The Vitals | The Living Brain Project
Why It Matters
By unlocking live human brain tissue for research, the Living Brain Project could accelerate the development of precision therapies for neuropsychiatric diseases, turning genetic and circuit insights into tangible clinical benefits.
Key Takeaways
- •Neuroscience and psychiatry converge; distinction is historically outdated.
- •Brain disorders are polygenic, not caused by single genes.
- •Living brain tissue sampling via DBS offers unprecedented research access.
- •Data explosion reshapes disease definitions toward overlapping continuums.

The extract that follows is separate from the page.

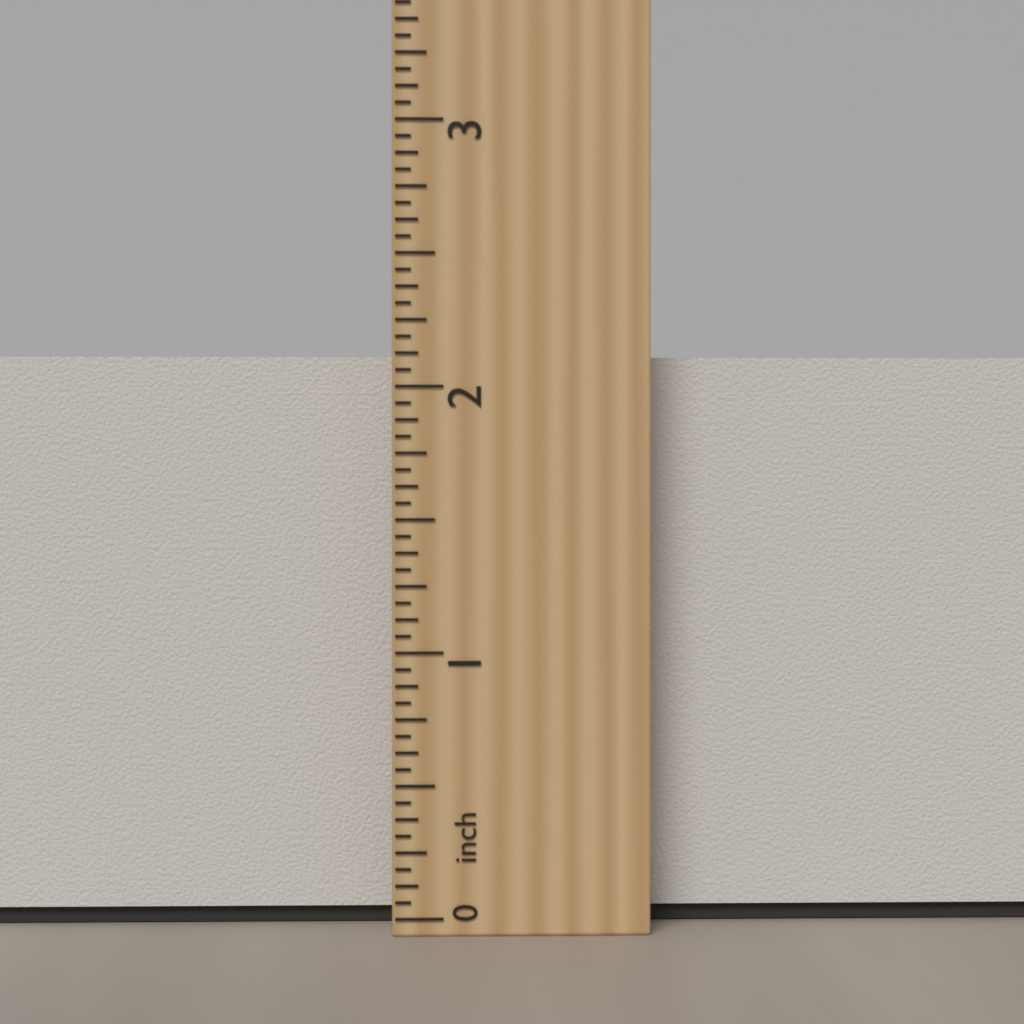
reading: 2.1250 inch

- •Translational gap persists; genetics insights haven’t yet changed treatments.
Summary
The Vitals episode spotlights Mount Sinai’s Living Brain Project, a collaborative roundtable that brings together a psychiatrist and a neurosurgeon to examine how modern neuroscience is blurring the lines between neurology and psychiatry. Host Leslie Schlachter frames the discussion around the project’s ambition to study live human brain tissue, a paradigm shift from traditional post‑mortem analyses.

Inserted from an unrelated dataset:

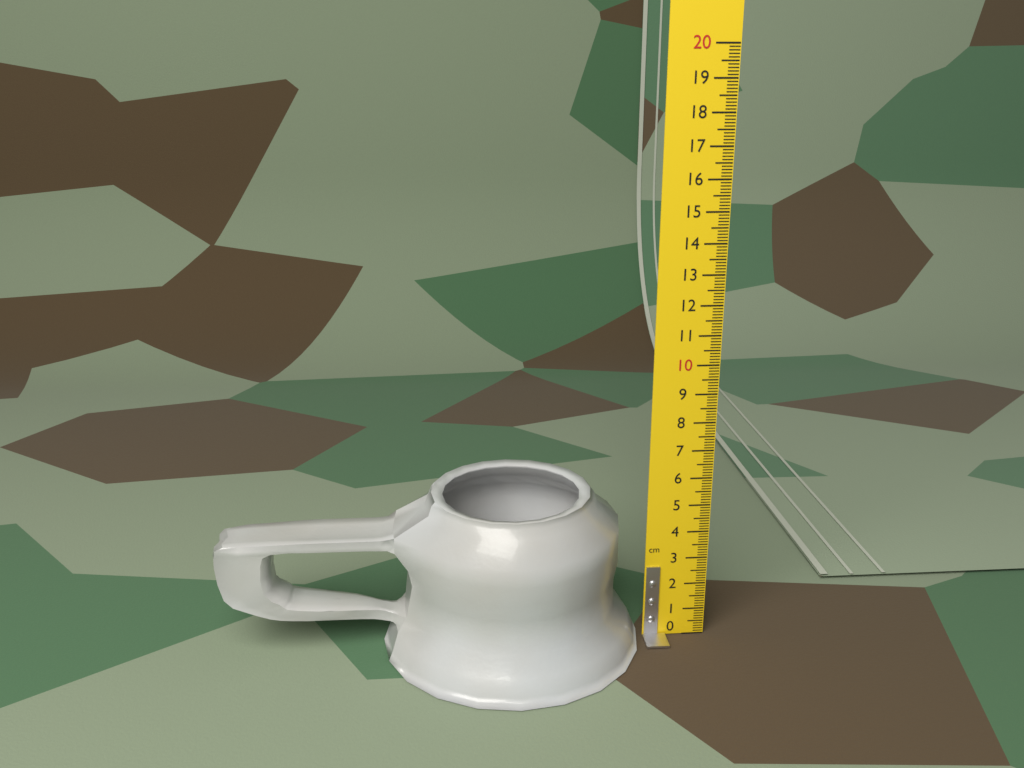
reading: 5.6 cm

Panelists emphasize two transformative insights from the past two decades: the genetic architecture of brain disorders is highly polygenic, and advances in imaging and sequencing now generate massive, multidimensional data sets. These developments reveal that conditions such as Parkinson’s disease, depression, and schizophrenia share overlapping molecular and circuit‑level features, challenging the century‑old view of discrete disease categories.

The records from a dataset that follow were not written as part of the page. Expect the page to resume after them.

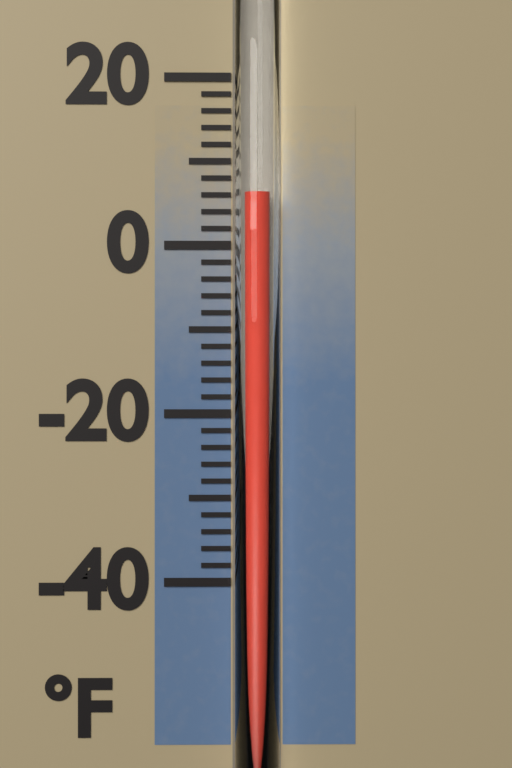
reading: 6 °F
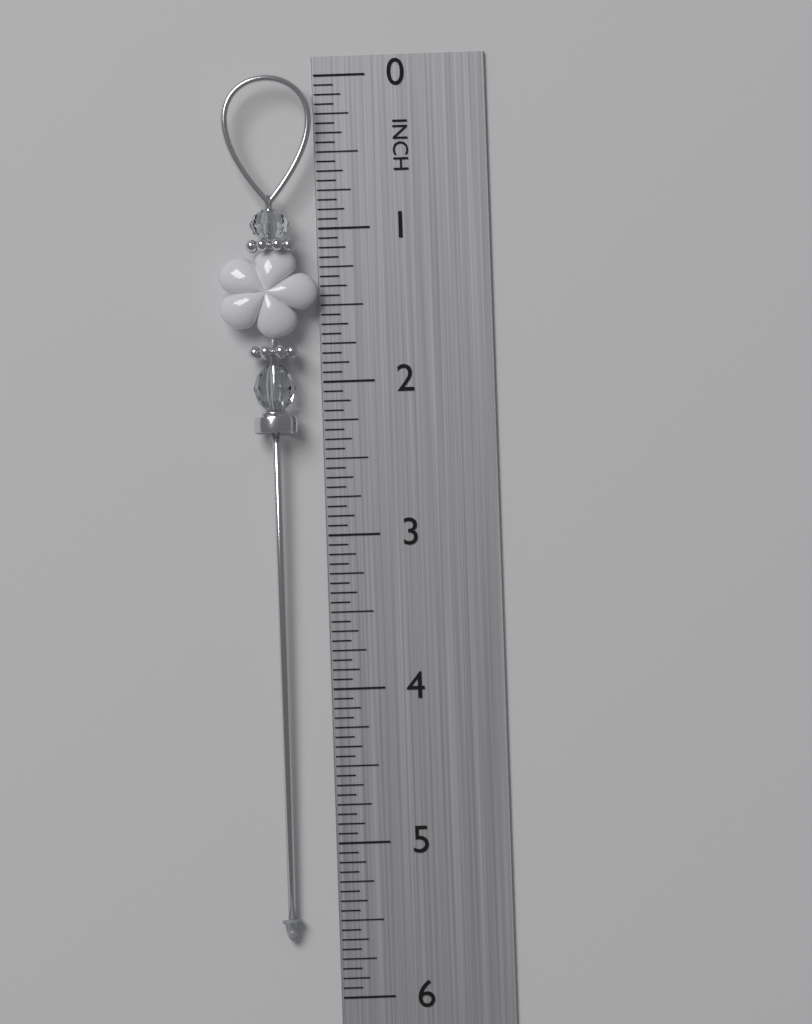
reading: 5.6250 in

Dr. Charney argues that “there is no distinction between neurology and psychiatry” at the scientific level, while Dr. Kopell describes how deep‑brain stimulation surgeries provide a safe conduit to harvest millimeter‑scale brain biopsies. To date, the Living Brain Project has amassed close to a thousand live‑tissue samples, far exceeding the previously reported 300, creating an unprecedented repository for mechanistic studies.
The implications are profound: a richer, continuum‑based understanding of brain disorders could drive next‑generation, circuit‑targeted therapies, yet the translational gap remains wide. Bridging this divide will require integrating genetic risk scores, high‑resolution imaging, and live tissue insights to move from discovery to clinical impact, ultimately reshaping patient care.